On Mon, May 23, 2016 at 7:13 PM Guido van Rossum <guido@python.org> wrote:
On Mon, May 23, 2016 at 3:49 PM, Michael Selik <michael.selik@gmail.com> wrote:
>
>
> On Mon, May 23, 2016 at 3:58 PM Guido van Rossum <guido@python.org> wrote:
>>
>> On Mon, May 23, 2016 at 11:45 AM, Joao S. O. Bueno
>> <jsbueno@python.org.br> wrote:
>> > I still fail to see what justifies violating The One Obvious Way to Do
>> > It which uses an if/elif sequence
>>
>> Honestly I'm not at all convinced either! If it was easy to do all
>> this with a sequence of if/elif clauses we wouldn't need it. The
>> problem is that there are some types of matches that aren't so easy to
>> write that way, e.g. combining an attempted tuple unpack with a guard,
>> or "instance unpack" (check whether specific attributes exist)
>> possibly combined with a guard. (The tricky thing is that the guard
>> expression often needs to reference to the result of the unpacking.)
>
> I figure it's better to solve the category of problems -- exception-catching
> expressions -- rather than the single problem of catching exceptions in anĀ if/elif/else chain.

People are likely either going to put in exceptions that don't catch
enough (e.g. IndexError isn't the only exception that example can
throw) or, overreacting to that problm, that catch everything ("except
Exception:" is an anti-pattern that's hard to fight).

It sounds like the justification for a switch/match syntax is to provide a special situation where generic Exception-catching assignment expressions are acceptable, because they're useful in a long elif chain but too dangerous for widespread use.

Clearly it's beneficial enough to have appeared in other languages. However, languages like Haskell have already accepted the danger of assignment (and more) being an expression. Is there a language that makes the expression/statement distinction that has as powerful a matching syntax?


> Instructions for the task:
Word for word, repeat the entries, minus the pictures.

:: Supplied records ::

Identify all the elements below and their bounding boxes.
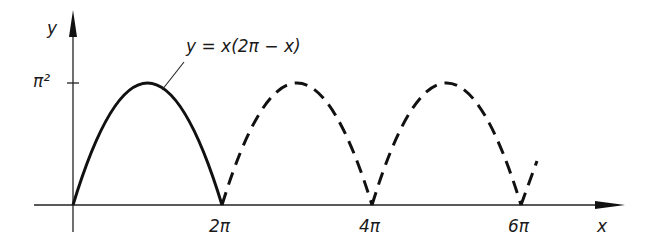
y-axis-label: y (47, 20, 57, 37)
dashed-curve-3 (521, 161, 537, 205)
x-tick-label-6pi: 6π (508, 218, 529, 235)
solid-curve (73, 83, 222, 205)
plot: y π² y = x(2π − x) 2π 4π 6π x (0, 0, 650, 246)
equation-leader-line (162, 62, 184, 90)
dashed-curve-2 (372, 83, 521, 205)
x-tick-label-2pi: 2π (209, 218, 230, 235)
x-tick-label-4pi: 4π (359, 218, 380, 235)
x-axis-arrow-icon (595, 201, 625, 209)
y-tick-label: π² (33, 73, 50, 90)
y-axis-arrow-icon (69, 10, 77, 37)
equation-label: y = x(2π − x) (186, 38, 301, 55)
dashed-curve-1 (222, 83, 372, 205)
x-axis-label: x (597, 218, 607, 235)
plot-graphics (0, 0, 650, 246)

:::

> Output of the task:
Identify all the elements below and their bounding boxes.
y-axis-label: y (47, 20, 57, 37)
dashed-curve-3 (521, 161, 537, 205)
x-tick-label-6pi: 6π (508, 218, 529, 235)
solid-curve (73, 83, 222, 205)
plot: y π² y = x(2π − x) 2π 4π 6π x (0, 0, 650, 246)
equation-leader-line (162, 62, 184, 90)
dashed-curve-2 (372, 83, 521, 205)
x-tick-label-2pi: 2π (209, 218, 230, 235)
x-tick-label-4pi: 4π (359, 218, 380, 235)
x-axis-arrow-icon (595, 201, 625, 209)
y-tick-label: π² (33, 73, 50, 90)
y-axis-arrow-icon (69, 10, 77, 37)
equation-label: y = x(2π − x) (186, 38, 301, 55)
dashed-curve-1 (222, 83, 372, 205)
x-axis-label: x (597, 218, 607, 235)
plot-graphics (0, 0, 650, 246)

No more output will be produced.